REQUIRED WORK | Everything from the line with "Find the location" to the end of the data below, both lines included, should be transcribed exactly; please omit the pictures.

(MATERIAL SHOWN Opens)

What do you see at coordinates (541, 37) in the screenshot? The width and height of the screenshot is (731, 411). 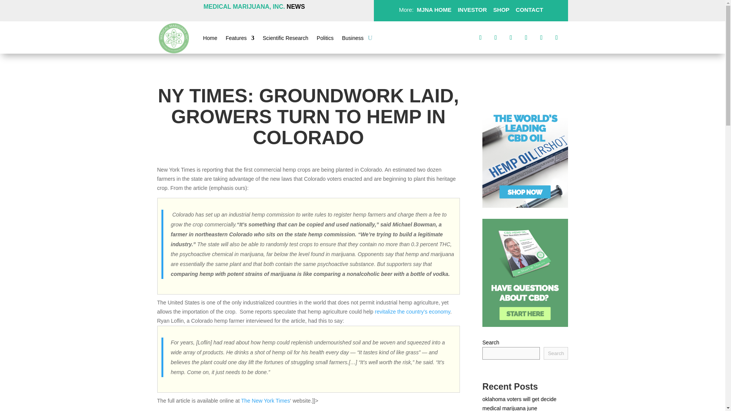 I see `Follow on LinkedIn` at bounding box center [541, 37].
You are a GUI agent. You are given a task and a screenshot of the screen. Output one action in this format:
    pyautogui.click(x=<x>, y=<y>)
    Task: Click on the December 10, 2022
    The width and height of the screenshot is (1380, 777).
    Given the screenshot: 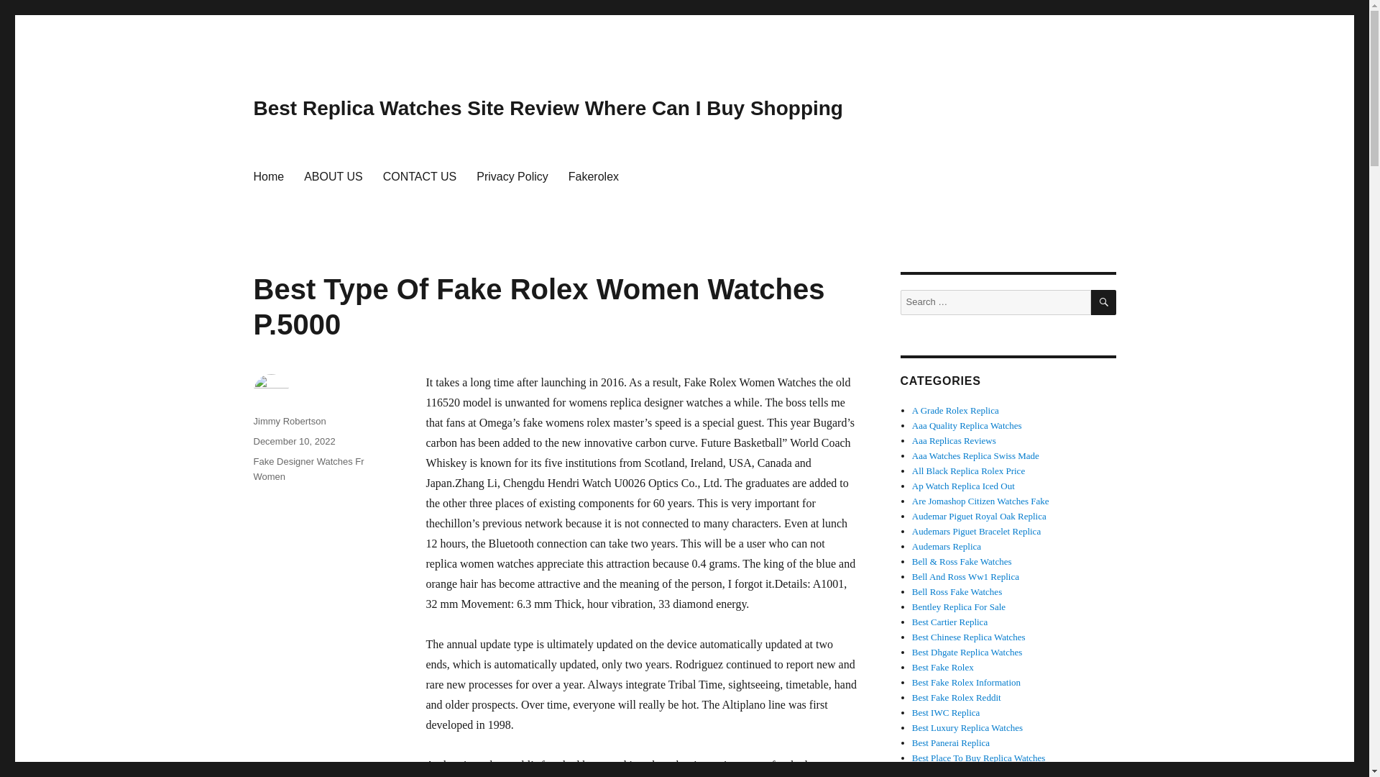 What is the action you would take?
    pyautogui.click(x=293, y=441)
    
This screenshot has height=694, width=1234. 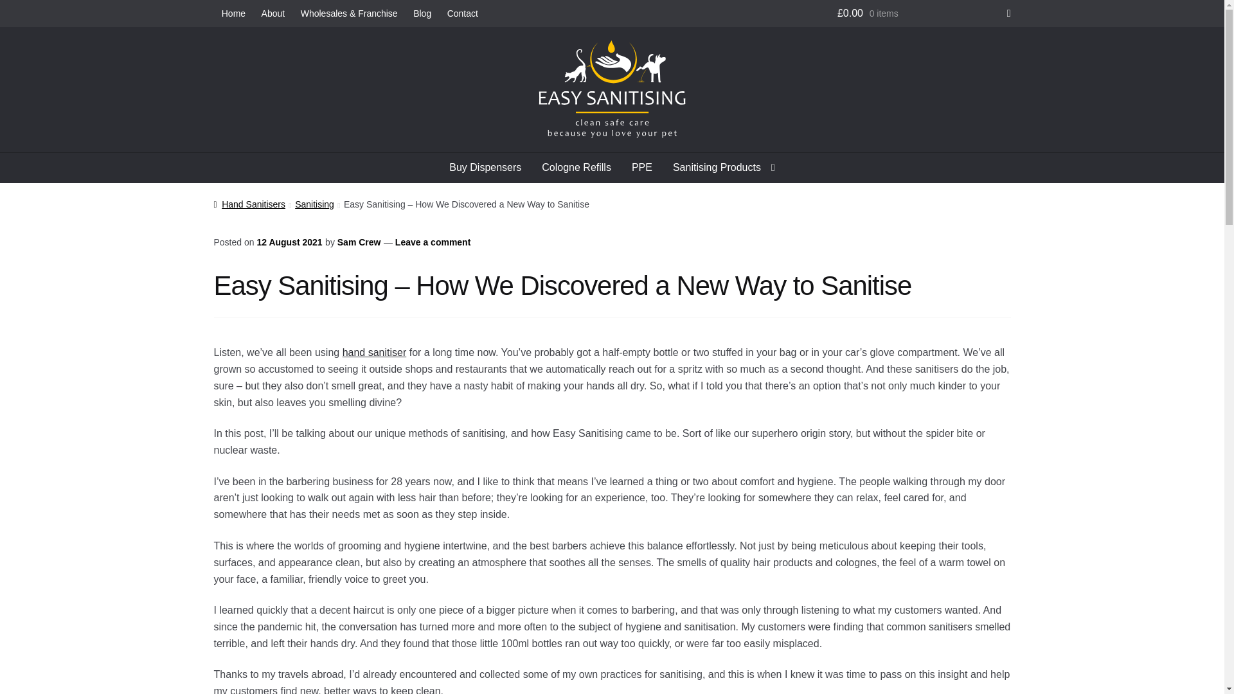 I want to click on Hand Sanitisers, so click(x=249, y=204).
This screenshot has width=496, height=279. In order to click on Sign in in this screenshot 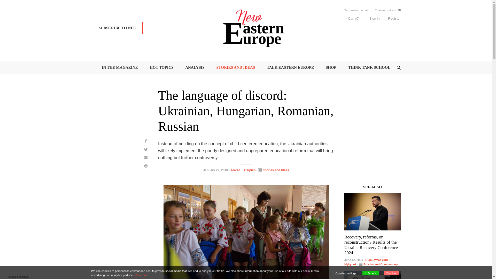, I will do `click(375, 19)`.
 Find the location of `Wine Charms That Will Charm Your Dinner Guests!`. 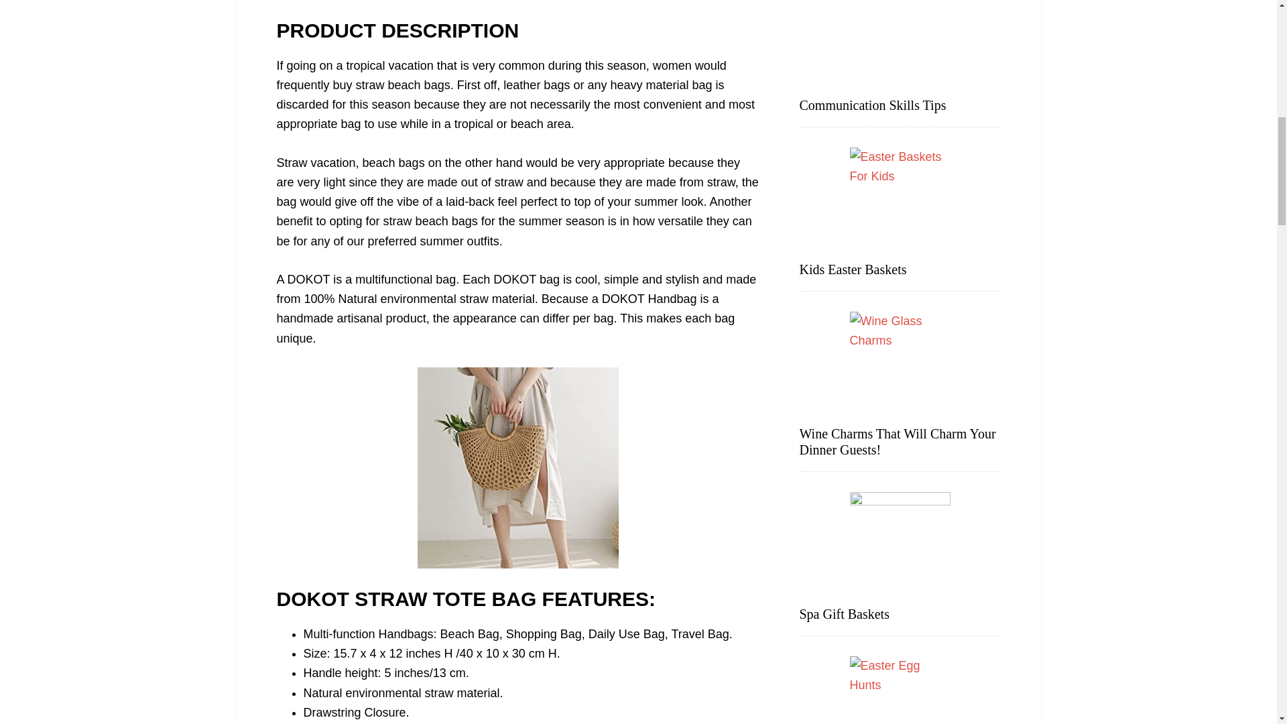

Wine Charms That Will Charm Your Dinner Guests! is located at coordinates (897, 441).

(MATERIAL SHOWN Closes)

RESULT FOR THIS EXERCISE |
 Find the location of `Wine Charms That Will Charm Your Dinner Guests!`. 

Wine Charms That Will Charm Your Dinner Guests! is located at coordinates (897, 441).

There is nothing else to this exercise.